A healthy headspace for Sydney’s youth

A healthy headspace for Sydney’s youth

Young people between 12 and 25 living in South Sydney and the inner west look set to get a better deal on mental health services in the lead-up to National Mental Health Week.

This follows a link-up of headspace, the National Youth Mental Health Foundation, with it’s counterpart in Central Sydney.

Headspace Central Sydney Youth coordinator, Michelle Lampis, said the foundation is one of the first projects that directly address mental health issues for this age bracket.
‘The idea is that there has been a recognised gap for this age group,’ Ms Lampis said. Generally you fall into the adult services or the child services and they are very different.’

Headspace will utilise the already existing youth services centres of YouthBlock in Camperdown and South Sydney Youth Services (SSYS) in Waterloo and Marrickville Youth Resourc Centre (MYRC).

Since its inception, in 2005, headspace has worked in partnership with four other key mental health services throughout Australia, including the Brain Mind Research Institute (BMRI) at the University of Sydney, which hosts headspace Central Sydney.

Ms Lampis plans to work directly with ten newly-hired young people from the area ‘ all who have been exposed to drugs, alcohol and had mental health difficulties ‘ to create a reference group that will unearth innovative ways to engage young people.
‘We want young people to tell us what young people want,’ she said.

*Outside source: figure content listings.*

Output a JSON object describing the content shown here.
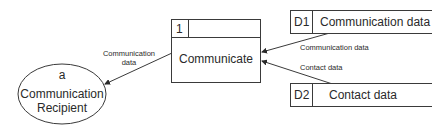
{
  "process": {
    "id": "1",
    "label": "Communicate"
  },
  "external_entity": {
    "id": "a",
    "label_line1": "Communication",
    "label_line2": "Recipient"
  },
  "data_stores": [
    {
      "id": "D1",
      "label": "Communication data"
    },
    {
      "id": "D2",
      "label": "Contact data"
    }
  ],
  "flows": [
    {
      "from": "D1",
      "to": "1",
      "label": "Communication data"
    },
    {
      "from": "D2",
      "to": "1",
      "label": "Contact data"
    },
    {
      "from": "1",
      "to": "a",
      "label_line1": "Communication",
      "label_line2": "data"
    }
  ],
  "colors": {
    "stroke": "#3a3a3a",
    "text": "#2a2a2a",
    "background": "#ffffff"
  }
}
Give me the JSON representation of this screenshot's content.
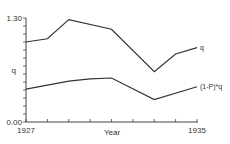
{
  "chart_data": {
    "type": "line",
    "title": "",
    "xlabel": "Year",
    "ylabel": "q",
    "xlim": [
      1927,
      1935
    ],
    "ylim": [
      0.0,
      1.3
    ],
    "grid": false,
    "x_tick_labels": [
      "1927",
      "1935"
    ],
    "y_tick_labels": [
      "0.00",
      "q",
      "1.30"
    ],
    "series": [
      {
        "name": "q",
        "label": "q",
        "x": [
          1927,
          1928,
          1929,
          1931,
          1933,
          1934,
          1935
        ],
        "values": [
          1.0,
          1.04,
          1.28,
          1.16,
          0.63,
          0.85,
          0.93
        ]
      },
      {
        "name": "(1-P)*q",
        "label": "(1-P)*q",
        "x": [
          1927,
          1928,
          1929,
          1930,
          1931,
          1933,
          1935
        ],
        "values": [
          0.41,
          0.46,
          0.51,
          0.54,
          0.55,
          0.28,
          0.44
        ]
      }
    ],
    "legend": "inline labels at right end of lines"
  },
  "axes": {
    "y_top": "1.30",
    "y_mid": "q",
    "y_bottom": "0.00",
    "x_left": "1927",
    "x_center": "Year",
    "x_right": "1935"
  },
  "labels": {
    "upper": "q",
    "lower": "(1-P)*q"
  },
  "colors": {
    "line": "#333333",
    "axis": "#444444",
    "background": "#ffffff"
  }
}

Jodie Sirone from BMRI says learning to recognise the signs and encouraging early intervention is exactly what headspace are addressing.
‘Mental health is a great crisis in Australia,’ Ms Sirone said. ‘More people in Sydney have mental health issues than have diabetes. We need to remove the stigma to endeavour to address this problem.

‘I really want to see us get to the point where you can sit and have decent conversations with people about mental health, its implications and the treatments available.’

Rupert Noffs, development manager at the Ted Noffs Foundation ‘ which will be working closely with headspace ‘ says connecting with young people on their level is the most effective channel through which to reach them.
‘Using Art and music as a communication tool is so integral in reaching youth. Noffs, which offers both holistic and clinical services for young people, like headspace, uses this creativity to build positive relationships with the young people.’

Mental Health Week NSW runs October 5-11, and will kick off with the Healthy Mind Festival at Martin Place on October 8 from 12-2pm.